Toward the Optimized Crowdsourcing Strategy for OCR Post-Correction
Omri Suissa, Avshalom Elmalech, Maayan Zhitomirsky-Geffet

TL;DR
This paper explores how to optimize crowdsourcing strategies for correcting OCR errors in historical documents, analyzing different task structures and text lengths to improve accuracy and efficiency.
Contribution
It systematically investigates various crowdsourcing methodologies for OCR post-correction and proposes an optimal strategy based on experimental analysis.
Findings
Medium (paragraph-sized) text yields the best accuracy.
Two-phase tasks with scanned images are most accurate.
Longer texts in single-stage tasks without images are most efficient.
Abstract
Digitization of historical documents is a challenging task in many digital humanities projects. A popular approach for digitization is to scan the documents into images, and then convert images into text using Optical Character Recognition (OCR) algorithms. However, the outcome of OCR processing of historical documents is usually inaccurate and requires post-processing error correction. This study investigates how crowdsourcing can be utilized to correct OCR errors in historical text collections, and which crowdsourcing methodology is the most effective in different scenarios and for various research objectives. A series of experiments with different micro-task's structures and text lengths was conducted with 753 workers on the Amazon's Mechanical Turk platform. The workers had to fix OCR errors in a selected historical text. To analyze the results, new accuracy and efficiency measures…
Peer Reviews
No public reviews on file for this paper yet. If you reviewed it on a platform where reviews are public (OpenReview, ICLR, NeurIPS, ICML), you can paste yours below so the community can read it here.
Videos
No videos yet. Explain this paper in a talk, walkthrough, or lecture? Add one.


- **Work instructions**: Gather all lines in the records below that include the word "plastics".

[Data in this exercise]

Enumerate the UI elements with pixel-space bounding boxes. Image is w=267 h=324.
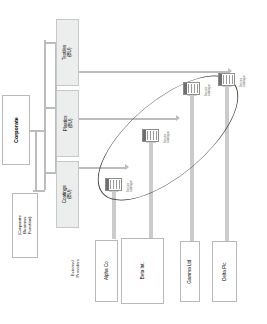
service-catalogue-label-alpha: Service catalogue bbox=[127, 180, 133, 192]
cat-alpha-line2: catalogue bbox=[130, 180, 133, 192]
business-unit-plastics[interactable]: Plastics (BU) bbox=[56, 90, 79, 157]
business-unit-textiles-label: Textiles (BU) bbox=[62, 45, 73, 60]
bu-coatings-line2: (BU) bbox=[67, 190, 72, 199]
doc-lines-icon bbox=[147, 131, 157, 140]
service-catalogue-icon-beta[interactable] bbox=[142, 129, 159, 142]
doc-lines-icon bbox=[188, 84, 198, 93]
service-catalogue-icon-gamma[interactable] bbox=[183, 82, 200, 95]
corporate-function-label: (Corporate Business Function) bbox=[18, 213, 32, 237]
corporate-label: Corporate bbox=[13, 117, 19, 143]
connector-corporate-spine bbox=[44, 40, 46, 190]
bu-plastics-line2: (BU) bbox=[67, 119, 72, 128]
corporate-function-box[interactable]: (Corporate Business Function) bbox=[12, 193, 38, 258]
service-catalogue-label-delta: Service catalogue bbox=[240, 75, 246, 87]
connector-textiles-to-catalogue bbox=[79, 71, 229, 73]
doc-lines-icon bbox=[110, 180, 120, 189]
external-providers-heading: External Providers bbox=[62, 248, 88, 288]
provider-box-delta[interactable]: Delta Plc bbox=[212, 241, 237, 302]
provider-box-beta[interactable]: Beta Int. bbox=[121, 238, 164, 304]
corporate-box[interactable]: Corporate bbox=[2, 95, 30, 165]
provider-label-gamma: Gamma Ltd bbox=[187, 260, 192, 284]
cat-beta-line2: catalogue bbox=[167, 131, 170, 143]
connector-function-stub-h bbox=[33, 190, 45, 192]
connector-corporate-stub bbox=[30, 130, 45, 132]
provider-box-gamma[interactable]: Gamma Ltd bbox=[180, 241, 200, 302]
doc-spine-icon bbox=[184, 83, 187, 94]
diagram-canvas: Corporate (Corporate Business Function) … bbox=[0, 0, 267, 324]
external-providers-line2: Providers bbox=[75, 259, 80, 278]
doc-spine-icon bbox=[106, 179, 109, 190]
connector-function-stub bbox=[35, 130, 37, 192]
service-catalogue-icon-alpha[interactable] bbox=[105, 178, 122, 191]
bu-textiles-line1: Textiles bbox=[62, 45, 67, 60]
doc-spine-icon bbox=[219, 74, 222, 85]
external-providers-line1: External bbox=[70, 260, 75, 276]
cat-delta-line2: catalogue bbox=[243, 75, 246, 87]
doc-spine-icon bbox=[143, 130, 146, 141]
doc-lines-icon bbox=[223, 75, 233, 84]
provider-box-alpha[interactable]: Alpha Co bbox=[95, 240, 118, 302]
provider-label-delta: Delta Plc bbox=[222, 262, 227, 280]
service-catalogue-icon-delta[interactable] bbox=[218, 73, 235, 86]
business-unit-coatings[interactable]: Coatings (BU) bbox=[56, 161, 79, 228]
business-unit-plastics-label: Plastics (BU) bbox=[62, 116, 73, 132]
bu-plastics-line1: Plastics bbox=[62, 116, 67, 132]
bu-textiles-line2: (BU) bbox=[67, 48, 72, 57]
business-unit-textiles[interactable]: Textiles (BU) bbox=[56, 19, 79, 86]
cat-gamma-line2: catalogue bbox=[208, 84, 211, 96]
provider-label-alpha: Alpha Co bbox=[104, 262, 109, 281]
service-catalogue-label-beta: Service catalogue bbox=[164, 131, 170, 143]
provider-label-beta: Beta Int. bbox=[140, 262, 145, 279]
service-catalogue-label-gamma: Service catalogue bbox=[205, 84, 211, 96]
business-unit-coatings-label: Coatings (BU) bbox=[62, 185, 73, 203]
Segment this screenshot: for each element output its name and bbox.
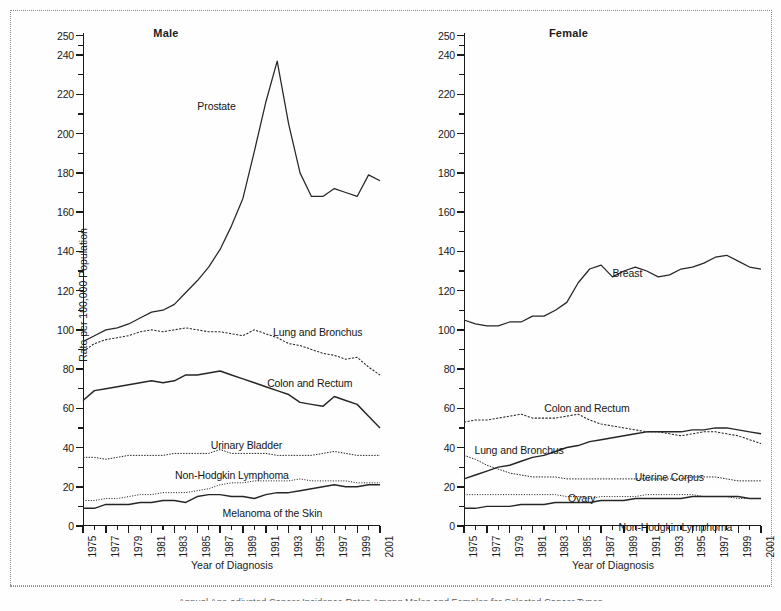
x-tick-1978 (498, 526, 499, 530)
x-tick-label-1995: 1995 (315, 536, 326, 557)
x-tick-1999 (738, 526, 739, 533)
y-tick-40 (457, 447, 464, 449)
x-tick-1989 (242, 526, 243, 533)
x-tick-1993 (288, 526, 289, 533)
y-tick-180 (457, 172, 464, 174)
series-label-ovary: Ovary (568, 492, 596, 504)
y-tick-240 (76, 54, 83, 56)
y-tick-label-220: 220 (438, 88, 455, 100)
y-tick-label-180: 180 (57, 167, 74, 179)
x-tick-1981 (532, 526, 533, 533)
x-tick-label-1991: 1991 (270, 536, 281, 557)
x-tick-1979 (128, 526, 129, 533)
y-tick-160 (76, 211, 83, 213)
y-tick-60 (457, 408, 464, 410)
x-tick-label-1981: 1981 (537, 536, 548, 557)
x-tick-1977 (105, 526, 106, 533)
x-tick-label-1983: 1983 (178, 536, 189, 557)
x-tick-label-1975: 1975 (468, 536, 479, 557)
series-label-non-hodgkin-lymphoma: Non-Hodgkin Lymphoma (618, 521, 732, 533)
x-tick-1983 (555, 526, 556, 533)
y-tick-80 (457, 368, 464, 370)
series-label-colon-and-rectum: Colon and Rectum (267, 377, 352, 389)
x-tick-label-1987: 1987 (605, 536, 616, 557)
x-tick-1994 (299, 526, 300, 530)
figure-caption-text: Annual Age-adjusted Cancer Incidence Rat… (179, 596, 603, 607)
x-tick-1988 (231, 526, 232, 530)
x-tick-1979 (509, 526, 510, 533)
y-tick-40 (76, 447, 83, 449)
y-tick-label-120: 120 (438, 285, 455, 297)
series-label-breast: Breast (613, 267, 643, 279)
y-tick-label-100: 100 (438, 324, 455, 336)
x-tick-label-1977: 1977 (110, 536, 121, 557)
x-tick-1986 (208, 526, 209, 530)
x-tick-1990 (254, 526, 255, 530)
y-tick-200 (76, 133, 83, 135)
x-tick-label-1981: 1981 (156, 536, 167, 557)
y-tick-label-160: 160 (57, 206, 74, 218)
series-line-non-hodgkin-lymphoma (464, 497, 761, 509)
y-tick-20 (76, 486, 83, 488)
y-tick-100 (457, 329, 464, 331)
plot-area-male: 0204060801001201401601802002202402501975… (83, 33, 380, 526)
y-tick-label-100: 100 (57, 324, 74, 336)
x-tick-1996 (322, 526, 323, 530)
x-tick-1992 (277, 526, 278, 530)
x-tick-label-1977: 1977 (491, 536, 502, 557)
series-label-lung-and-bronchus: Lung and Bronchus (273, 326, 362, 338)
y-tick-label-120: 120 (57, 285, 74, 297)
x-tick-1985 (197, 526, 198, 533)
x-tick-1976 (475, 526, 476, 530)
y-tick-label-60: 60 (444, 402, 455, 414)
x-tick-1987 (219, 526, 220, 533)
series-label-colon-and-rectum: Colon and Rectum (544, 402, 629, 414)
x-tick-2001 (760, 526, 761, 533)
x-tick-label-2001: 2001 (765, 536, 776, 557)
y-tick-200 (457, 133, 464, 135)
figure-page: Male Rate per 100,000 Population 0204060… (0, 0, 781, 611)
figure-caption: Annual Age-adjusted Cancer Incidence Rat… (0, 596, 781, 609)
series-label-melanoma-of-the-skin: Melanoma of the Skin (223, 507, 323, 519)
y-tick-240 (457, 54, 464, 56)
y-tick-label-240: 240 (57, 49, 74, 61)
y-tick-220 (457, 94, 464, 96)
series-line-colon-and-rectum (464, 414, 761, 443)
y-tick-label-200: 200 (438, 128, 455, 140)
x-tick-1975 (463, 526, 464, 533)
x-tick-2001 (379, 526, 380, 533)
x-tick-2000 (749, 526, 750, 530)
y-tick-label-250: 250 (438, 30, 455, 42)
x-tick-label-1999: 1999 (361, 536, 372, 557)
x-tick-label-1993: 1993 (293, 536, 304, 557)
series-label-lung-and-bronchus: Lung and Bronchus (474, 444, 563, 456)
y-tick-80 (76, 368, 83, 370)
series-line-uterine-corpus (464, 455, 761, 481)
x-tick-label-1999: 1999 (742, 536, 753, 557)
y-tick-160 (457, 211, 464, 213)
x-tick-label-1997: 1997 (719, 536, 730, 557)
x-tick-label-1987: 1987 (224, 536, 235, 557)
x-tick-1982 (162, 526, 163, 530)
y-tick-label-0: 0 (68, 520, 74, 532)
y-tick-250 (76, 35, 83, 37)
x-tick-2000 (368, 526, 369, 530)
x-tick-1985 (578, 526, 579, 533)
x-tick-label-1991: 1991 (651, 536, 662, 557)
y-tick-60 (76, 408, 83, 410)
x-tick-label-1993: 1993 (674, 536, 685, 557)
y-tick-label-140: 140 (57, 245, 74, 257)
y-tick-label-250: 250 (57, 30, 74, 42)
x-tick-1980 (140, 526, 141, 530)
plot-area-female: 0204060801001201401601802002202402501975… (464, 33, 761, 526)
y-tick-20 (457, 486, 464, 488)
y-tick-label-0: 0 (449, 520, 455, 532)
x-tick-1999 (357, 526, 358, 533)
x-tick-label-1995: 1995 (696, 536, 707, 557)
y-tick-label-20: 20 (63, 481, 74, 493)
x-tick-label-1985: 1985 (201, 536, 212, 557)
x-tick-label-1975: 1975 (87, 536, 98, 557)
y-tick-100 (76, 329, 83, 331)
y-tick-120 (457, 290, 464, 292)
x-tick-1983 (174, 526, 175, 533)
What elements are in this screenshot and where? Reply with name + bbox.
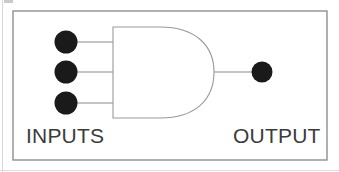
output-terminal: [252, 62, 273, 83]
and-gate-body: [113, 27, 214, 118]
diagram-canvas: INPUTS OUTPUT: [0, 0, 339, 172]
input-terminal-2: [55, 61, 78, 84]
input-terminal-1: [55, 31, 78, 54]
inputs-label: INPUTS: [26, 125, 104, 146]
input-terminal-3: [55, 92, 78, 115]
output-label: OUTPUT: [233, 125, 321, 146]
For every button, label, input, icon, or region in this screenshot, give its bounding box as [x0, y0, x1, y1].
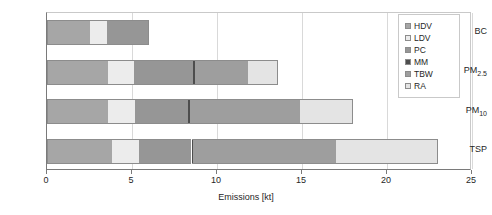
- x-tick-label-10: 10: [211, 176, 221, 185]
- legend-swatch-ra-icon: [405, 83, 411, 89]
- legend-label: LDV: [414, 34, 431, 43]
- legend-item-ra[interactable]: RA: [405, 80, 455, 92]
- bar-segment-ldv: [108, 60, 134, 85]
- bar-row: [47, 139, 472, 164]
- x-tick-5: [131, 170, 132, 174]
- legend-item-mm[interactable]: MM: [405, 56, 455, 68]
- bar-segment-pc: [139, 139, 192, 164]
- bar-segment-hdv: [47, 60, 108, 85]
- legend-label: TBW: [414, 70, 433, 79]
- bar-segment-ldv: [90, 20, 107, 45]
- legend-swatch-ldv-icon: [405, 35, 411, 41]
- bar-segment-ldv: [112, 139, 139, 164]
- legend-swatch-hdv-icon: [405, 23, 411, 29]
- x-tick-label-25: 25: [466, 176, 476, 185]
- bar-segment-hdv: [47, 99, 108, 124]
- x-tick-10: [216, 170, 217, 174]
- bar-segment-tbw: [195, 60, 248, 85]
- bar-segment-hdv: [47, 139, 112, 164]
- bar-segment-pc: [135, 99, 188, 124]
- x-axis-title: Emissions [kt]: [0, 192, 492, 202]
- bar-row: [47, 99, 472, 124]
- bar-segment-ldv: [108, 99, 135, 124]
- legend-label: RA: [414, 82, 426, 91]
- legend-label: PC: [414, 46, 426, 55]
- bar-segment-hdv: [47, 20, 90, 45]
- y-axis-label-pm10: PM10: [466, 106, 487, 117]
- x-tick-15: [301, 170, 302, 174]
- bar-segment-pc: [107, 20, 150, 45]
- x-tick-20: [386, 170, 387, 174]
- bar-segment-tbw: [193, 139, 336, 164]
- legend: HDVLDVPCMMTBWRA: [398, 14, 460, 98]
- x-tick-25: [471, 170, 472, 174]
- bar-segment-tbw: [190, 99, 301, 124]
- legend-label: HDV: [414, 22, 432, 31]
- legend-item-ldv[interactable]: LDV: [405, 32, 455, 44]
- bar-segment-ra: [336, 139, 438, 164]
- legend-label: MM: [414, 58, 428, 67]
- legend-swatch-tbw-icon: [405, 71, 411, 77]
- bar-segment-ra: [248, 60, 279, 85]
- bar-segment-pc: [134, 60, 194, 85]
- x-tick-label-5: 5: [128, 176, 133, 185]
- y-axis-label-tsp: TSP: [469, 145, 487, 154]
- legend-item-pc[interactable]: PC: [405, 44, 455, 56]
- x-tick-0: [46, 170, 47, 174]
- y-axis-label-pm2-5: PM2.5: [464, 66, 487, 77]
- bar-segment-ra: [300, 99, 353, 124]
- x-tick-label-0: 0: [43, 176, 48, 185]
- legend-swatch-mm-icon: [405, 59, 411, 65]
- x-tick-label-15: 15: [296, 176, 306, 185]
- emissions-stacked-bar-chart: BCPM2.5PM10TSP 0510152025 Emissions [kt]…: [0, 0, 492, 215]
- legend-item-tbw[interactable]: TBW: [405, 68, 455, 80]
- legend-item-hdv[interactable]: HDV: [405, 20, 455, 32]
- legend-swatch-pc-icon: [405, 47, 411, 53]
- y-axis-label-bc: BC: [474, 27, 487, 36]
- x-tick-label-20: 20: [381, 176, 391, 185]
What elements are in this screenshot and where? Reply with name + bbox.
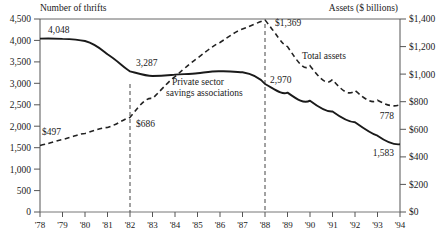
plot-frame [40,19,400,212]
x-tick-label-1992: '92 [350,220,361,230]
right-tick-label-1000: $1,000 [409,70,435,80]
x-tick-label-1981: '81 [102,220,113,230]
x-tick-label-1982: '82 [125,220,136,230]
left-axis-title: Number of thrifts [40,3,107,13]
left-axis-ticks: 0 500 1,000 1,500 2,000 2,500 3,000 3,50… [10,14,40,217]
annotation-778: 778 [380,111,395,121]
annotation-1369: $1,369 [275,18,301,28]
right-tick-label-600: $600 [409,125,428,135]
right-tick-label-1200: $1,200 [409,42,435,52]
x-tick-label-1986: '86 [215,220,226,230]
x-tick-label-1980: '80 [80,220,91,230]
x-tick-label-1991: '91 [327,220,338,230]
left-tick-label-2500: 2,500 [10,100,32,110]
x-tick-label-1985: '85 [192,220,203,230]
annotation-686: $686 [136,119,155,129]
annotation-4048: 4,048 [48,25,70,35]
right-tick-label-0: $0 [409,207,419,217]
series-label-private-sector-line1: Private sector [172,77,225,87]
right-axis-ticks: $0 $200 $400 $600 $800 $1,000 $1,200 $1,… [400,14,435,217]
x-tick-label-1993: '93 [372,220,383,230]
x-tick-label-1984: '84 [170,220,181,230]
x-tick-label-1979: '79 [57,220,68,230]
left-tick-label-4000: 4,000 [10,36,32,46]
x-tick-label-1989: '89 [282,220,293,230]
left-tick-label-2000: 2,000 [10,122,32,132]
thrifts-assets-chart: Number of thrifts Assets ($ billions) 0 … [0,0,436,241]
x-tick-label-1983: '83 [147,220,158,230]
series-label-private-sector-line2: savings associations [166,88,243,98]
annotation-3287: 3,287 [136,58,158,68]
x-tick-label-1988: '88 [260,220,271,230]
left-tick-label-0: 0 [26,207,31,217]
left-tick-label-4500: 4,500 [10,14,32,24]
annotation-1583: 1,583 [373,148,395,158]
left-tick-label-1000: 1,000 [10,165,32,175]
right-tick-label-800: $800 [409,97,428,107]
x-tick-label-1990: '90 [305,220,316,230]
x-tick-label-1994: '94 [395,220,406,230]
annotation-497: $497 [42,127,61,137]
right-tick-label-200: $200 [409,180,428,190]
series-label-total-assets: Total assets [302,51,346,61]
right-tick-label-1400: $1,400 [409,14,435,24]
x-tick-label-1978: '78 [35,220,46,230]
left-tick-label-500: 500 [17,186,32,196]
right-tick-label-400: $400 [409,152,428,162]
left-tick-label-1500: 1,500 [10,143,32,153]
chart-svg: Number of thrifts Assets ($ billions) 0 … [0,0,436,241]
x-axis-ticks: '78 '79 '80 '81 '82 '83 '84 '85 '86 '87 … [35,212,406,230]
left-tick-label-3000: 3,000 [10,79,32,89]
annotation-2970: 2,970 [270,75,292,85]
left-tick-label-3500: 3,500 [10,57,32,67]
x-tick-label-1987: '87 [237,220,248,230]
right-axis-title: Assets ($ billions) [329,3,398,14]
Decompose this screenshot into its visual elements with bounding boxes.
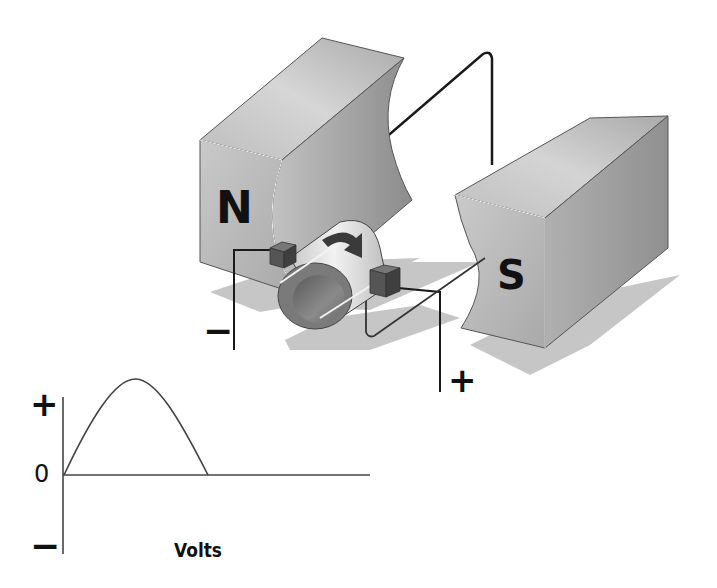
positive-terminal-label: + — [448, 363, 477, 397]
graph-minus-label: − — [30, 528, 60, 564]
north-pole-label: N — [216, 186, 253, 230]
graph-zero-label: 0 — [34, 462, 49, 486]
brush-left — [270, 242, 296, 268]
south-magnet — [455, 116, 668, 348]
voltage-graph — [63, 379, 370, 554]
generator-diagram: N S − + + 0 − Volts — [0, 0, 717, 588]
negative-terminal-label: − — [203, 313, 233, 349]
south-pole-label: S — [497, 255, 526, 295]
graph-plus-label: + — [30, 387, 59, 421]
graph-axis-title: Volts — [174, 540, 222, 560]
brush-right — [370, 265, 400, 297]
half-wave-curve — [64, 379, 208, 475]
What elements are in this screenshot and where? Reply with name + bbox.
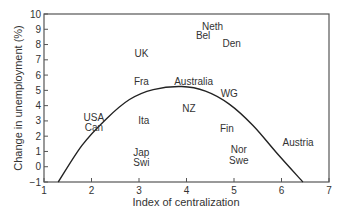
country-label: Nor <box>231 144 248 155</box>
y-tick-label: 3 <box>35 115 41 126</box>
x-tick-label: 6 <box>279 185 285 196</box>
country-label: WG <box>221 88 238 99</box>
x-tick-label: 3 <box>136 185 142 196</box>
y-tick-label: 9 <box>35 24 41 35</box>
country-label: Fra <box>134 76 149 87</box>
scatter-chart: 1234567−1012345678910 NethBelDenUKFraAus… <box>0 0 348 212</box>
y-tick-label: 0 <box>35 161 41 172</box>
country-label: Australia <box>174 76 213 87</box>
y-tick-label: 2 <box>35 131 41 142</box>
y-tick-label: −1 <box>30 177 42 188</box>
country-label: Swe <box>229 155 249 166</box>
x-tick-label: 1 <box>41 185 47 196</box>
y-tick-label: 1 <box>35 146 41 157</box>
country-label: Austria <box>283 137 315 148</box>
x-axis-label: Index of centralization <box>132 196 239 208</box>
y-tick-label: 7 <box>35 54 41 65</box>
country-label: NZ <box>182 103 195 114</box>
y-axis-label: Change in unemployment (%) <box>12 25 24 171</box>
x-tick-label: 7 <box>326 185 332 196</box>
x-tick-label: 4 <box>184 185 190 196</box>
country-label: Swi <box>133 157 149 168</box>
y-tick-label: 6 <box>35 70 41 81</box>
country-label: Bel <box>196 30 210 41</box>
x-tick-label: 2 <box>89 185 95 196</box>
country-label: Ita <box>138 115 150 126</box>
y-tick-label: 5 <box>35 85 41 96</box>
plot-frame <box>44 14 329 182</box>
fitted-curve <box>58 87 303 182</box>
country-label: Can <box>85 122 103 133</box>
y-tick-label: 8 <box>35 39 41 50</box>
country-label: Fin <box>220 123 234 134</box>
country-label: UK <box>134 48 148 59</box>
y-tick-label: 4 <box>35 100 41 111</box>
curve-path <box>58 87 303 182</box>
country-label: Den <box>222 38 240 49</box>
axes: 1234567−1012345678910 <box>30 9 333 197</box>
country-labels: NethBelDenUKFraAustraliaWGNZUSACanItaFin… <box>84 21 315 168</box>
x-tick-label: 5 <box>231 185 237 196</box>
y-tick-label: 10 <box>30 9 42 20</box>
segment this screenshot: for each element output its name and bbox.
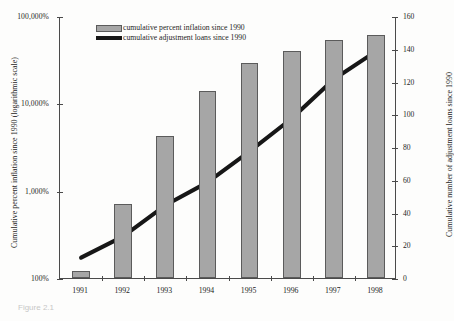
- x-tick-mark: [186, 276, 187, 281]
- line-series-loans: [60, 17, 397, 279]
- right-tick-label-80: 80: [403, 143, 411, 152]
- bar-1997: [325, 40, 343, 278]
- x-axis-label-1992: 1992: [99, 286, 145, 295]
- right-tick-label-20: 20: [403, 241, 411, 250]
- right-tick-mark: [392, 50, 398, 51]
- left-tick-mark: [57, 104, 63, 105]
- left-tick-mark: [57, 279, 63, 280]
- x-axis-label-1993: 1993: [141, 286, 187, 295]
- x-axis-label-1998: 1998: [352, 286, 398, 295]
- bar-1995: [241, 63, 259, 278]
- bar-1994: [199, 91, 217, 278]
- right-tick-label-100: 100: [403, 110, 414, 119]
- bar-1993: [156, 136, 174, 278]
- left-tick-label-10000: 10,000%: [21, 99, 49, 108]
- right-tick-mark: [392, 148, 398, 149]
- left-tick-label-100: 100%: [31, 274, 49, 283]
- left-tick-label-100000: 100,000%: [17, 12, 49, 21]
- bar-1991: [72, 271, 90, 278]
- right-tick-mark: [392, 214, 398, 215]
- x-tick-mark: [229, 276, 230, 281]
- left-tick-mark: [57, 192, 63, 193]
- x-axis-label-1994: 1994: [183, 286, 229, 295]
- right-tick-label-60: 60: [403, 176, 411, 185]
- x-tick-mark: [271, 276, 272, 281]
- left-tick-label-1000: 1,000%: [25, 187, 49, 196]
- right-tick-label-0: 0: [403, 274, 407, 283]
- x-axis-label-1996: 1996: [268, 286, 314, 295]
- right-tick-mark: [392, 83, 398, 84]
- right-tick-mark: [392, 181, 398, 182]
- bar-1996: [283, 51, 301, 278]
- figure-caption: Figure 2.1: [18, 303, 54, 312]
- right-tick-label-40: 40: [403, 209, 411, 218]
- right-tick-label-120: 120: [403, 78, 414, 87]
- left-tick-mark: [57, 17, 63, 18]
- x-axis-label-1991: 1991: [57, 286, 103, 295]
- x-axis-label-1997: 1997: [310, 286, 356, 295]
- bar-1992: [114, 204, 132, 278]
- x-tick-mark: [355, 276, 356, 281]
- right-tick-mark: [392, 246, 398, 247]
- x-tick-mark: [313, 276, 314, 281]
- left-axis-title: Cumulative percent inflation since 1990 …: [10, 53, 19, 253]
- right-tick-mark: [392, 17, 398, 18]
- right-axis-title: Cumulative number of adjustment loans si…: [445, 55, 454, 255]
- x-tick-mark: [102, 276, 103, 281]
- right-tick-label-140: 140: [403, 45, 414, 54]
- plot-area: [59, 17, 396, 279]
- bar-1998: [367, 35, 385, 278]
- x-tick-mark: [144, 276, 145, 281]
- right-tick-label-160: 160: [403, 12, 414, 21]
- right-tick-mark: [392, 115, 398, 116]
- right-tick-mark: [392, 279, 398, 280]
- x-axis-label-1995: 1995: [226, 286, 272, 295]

[/Data in this exercise]

- **Answer section**:
business-unit-plastics[interactable]: Plastics (BU) bbox=[56, 90, 79, 157]
bu-plastics-line2: (BU) bbox=[67, 119, 72, 128]
business-unit-plastics-label: Plastics (BU) bbox=[62, 116, 73, 132]
bu-plastics-line1: Plastics bbox=[62, 116, 67, 132]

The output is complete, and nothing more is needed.